Organizer Emily Stern, Creative Writing faculty member, said, “Both events explore organizing, pandemic living, and make critical and relevant comparisons between COVID-19, HIV, and justice.” For more information about the events, please contact Emily Stern at emily.stern@sfcc.edu or call 505-428-1467.

More about the events:

Event 1: Book Launch: Between Certain Death and a Possible Future: Queer Writing on Growing up with the AIDS Crisis
6 -7:30 p.m., December 1
Zoom, Pre-register at https://www.surveymonkey.com/r/AIDS2021

Several contributors to Between Certain Death and a Possible FutureQueer Writing on Growing Up with the AIDS Crisis read from the newly released book, followed by a Q&A with the authors.

Information on the anthology: Every queer person lives with the trauma of AIDS, and this plays out intergenerationally. Usually, we hear about two generations—the first, coming of age in the era of gay liberation, and then watching entire circles of friends die of a mysterious illness as the government did nothing to intervene. And now we hear about younger people growing up with effective treatment and prevention available, unable to comprehend the magnitude of the loss. But there is another generation between these two, one that came of age in the midst of the epidemic with the belief that desire intrinsically led to death and internalized this trauma as part of becoming queer.

Between Certain Death and a Possible FutureQueer Writing on Growing Up with the AIDS Crisis offers crucial stories from this missing generation in AIDS literature and cultural politics. This wide-ranging collection includes 36 personal essays on the ongoing and persistent impact of the HIV/AIDS crisis in queer lives. Here you will find an expansive range of perspectives on a specific generational story—essays that explore and explode conventional wisdom, while also providing a necessary bridge between generations. These essays respond, with eloquence and incisiveness, to the question: How do we reckon with the trauma that continues to this day, and imagine a way out?

The anthology is already being used as a textbook on some campuses. For more information about Between Certain Death and a Possible Future: Queer Writing on Growing Up with the AIDS Crisis, see recent press about the book.

 

Contributors who will be reading on December 1:

DAN CULLINANE is a freelance writer whose work has appeared in many anthologies and publications. He worked in LGBTQ publishing for many years before relocating to Northeast Tennessee to work for a wilderness therapy program.

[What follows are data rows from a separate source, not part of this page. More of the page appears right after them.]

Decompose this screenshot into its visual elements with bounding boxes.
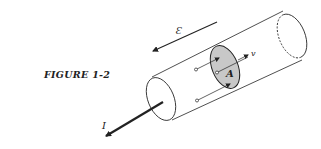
area-label: A xyxy=(225,68,234,79)
cylinder-conductor-diagram: Ɛ I v A xyxy=(0,0,321,149)
current-label: I xyxy=(101,120,107,131)
current-arrow xyxy=(106,102,163,136)
electric-field-arrow xyxy=(153,22,217,51)
right-end-cap xyxy=(271,10,312,62)
cross-section-area xyxy=(205,41,246,92)
electric-field-label: Ɛ xyxy=(175,25,182,36)
velocity-label: v xyxy=(251,49,256,58)
left-end-cap xyxy=(141,73,182,124)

LIAM OCTOBER OBRIEN grew up on a small island. His writing has appeared in A & U Magazine, the Denver Quarterly, the Boilerbæst, the Bennington Review, and the New Delta Review. He received his MFA at the Iowa Writer’ Workshop and is one of the founding editors of Vetch: A Magazine of Trans Poetry & Poetics. He lives in Brooklyn.

C.L. SEVERSON is a transfemme poet and sex worker wandering around the country giving lectures on herbalism and astrology. She is the director of Queer Astrology Club (QAC) and loves providing free coursework on all things ancient and magical to queer people of color. Her current obsession is the contemplative art of tattooing.

ANDREW R. SPIELDENNER, Ph.D., is an associate professor in the Departments of Communication and Women, Gender, and Sexuality Studies at California State University San Marcos. Dr. Spieldenner’s writing is at the intersection of health and culture, particularly looking at HIV and the LGBTQ community. A longtime HIV activist, Dr. Spieldenner serves as vice-chair of the US People Living with HIV Caucus and North American delegate to UNAIDS.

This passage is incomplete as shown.